Since teenagers rarely have much interaction with government, they tend to understand platforms, the media, and even the entertainment industry as a single homogenous ruling order. Reinforcing this is the fact that many came into their early adult awareness during Obama’s presidency, a time when Democrats, the media class, and tech platforms were seemingly immutable allies. For many in Gen-Z, this perception has crystalized into a progressive neoliberal establishment toward which they now direct all of their frustrations. Young people’s lack of historical awareness and well founded anxieties about the future make them especially vulnerable to the charlatan tactics of right-wing culture warriors. As the failures of neoliberalism become clear, young people attempt to distance themselves from the culture that they, in some ways correctly, understand to have robbed them of their future. TikTok trolling is a backlash to diminishing expectations in American life.
The Shared Grievance
This understanding of Gen Z's worldview and leanings is not speculative. Their everyday posts are literally an itemized list of grievances in plain, uncloaked language and these core complaints are nearly unanimous across all corners of the political spectrum.
While today teenagers tend to be seen by Western culture as dependents, not yet fit for war, politics, or work, it is worth noting that most revolutions, historically, have been led by young people. Teens are becoming politicized because they have been handed a world in crisis.
The lesson of the heterodox right is clear, the center is failing. For many of us on the Left, the blame rests with the Democratic Party who, over the past few decades, has de-emphasized its support of labor issues while doubling down on financial deregulation and technocratic solutioneering. [6] For young people in a political landscape whose only options are a dead-end future or a return to brutal hierarchies of the past, there is, as right-wing influencers will tell them, seemingly no choice.
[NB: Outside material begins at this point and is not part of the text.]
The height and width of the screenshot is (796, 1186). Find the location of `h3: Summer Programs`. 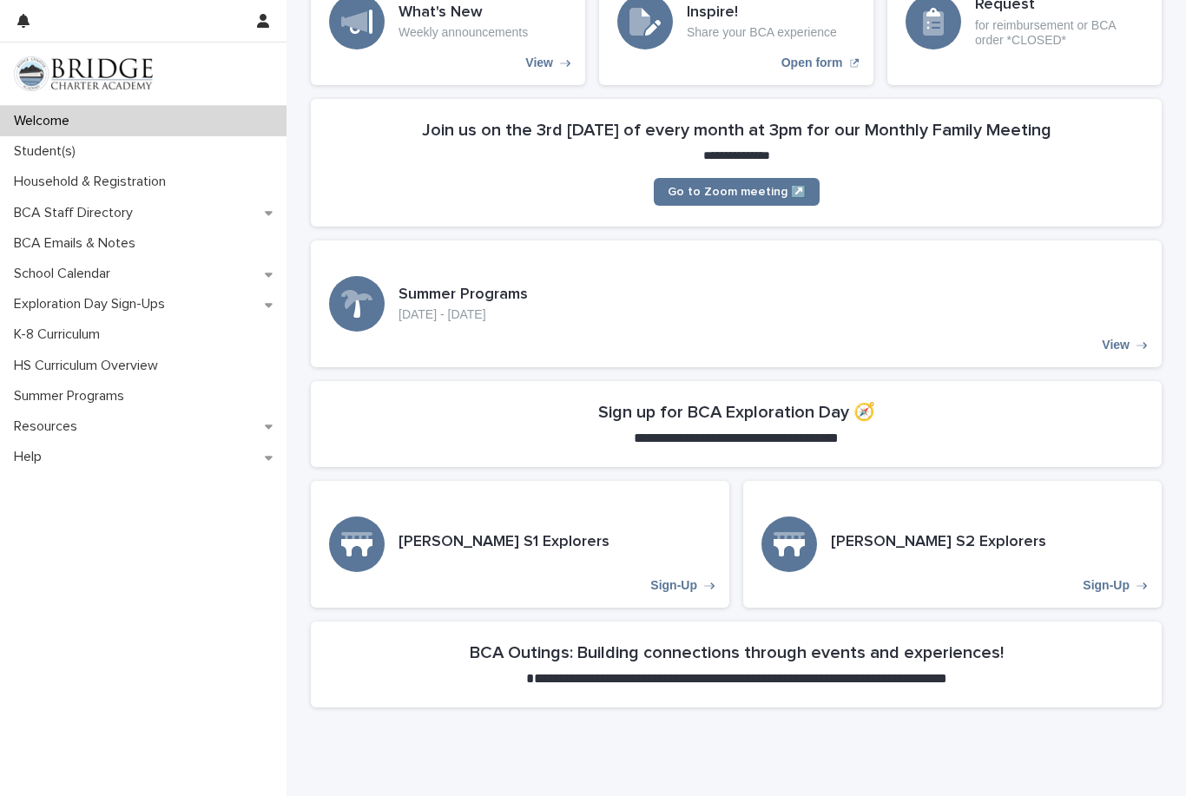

Reactionary politics flourish most when it is difficult to imagine a better future.
1 Paul Jospeh Watson commented, "Gen Z is a natural, evolutionary, self-correcting antibody to the Millennial pathogen that has infected our culture." "The Cultural Significance of TikTok" (YouTube, Dec. 17, 2018)
2 Francis Fukuyama, “The End of History?” The National Interest (1989)
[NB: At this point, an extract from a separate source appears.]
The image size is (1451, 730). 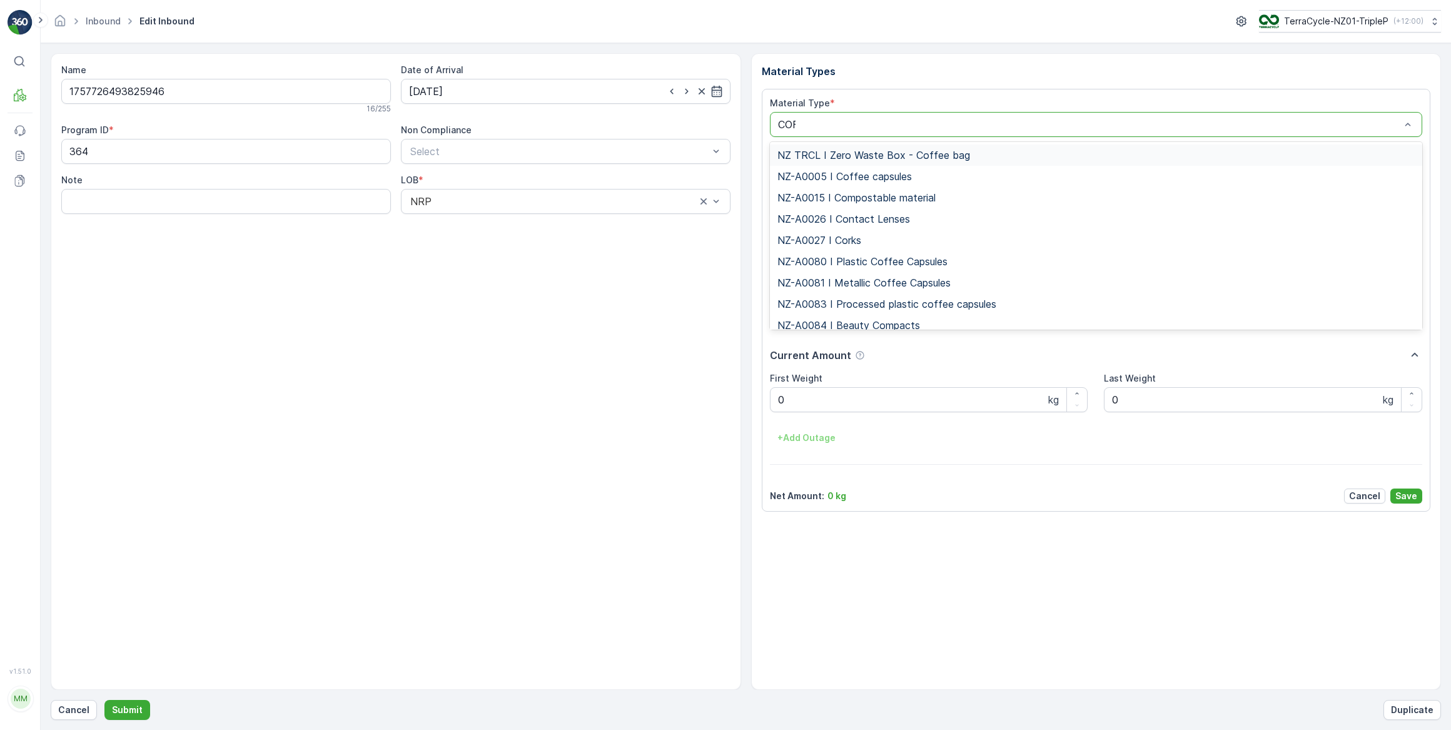 What do you see at coordinates (864, 283) in the screenshot?
I see `span: NZ-A0081 I Metallic Coffee Capsules` at bounding box center [864, 283].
3 Fredric Jameson, “An American Utopia: Dual Power and the Universal Army” (2016)
4 Also see: Poe's Law
5 It may not be possible to gather definitive data but my strong inclination, which is shared by other researchers in the field, is that the majority of these teen users live in conservative districts.
6 Thomas Frank's Listen, Liberal: Or, What Ever Happened to the Party of the People? (Picador, 2016) is probably the best read about this recent history.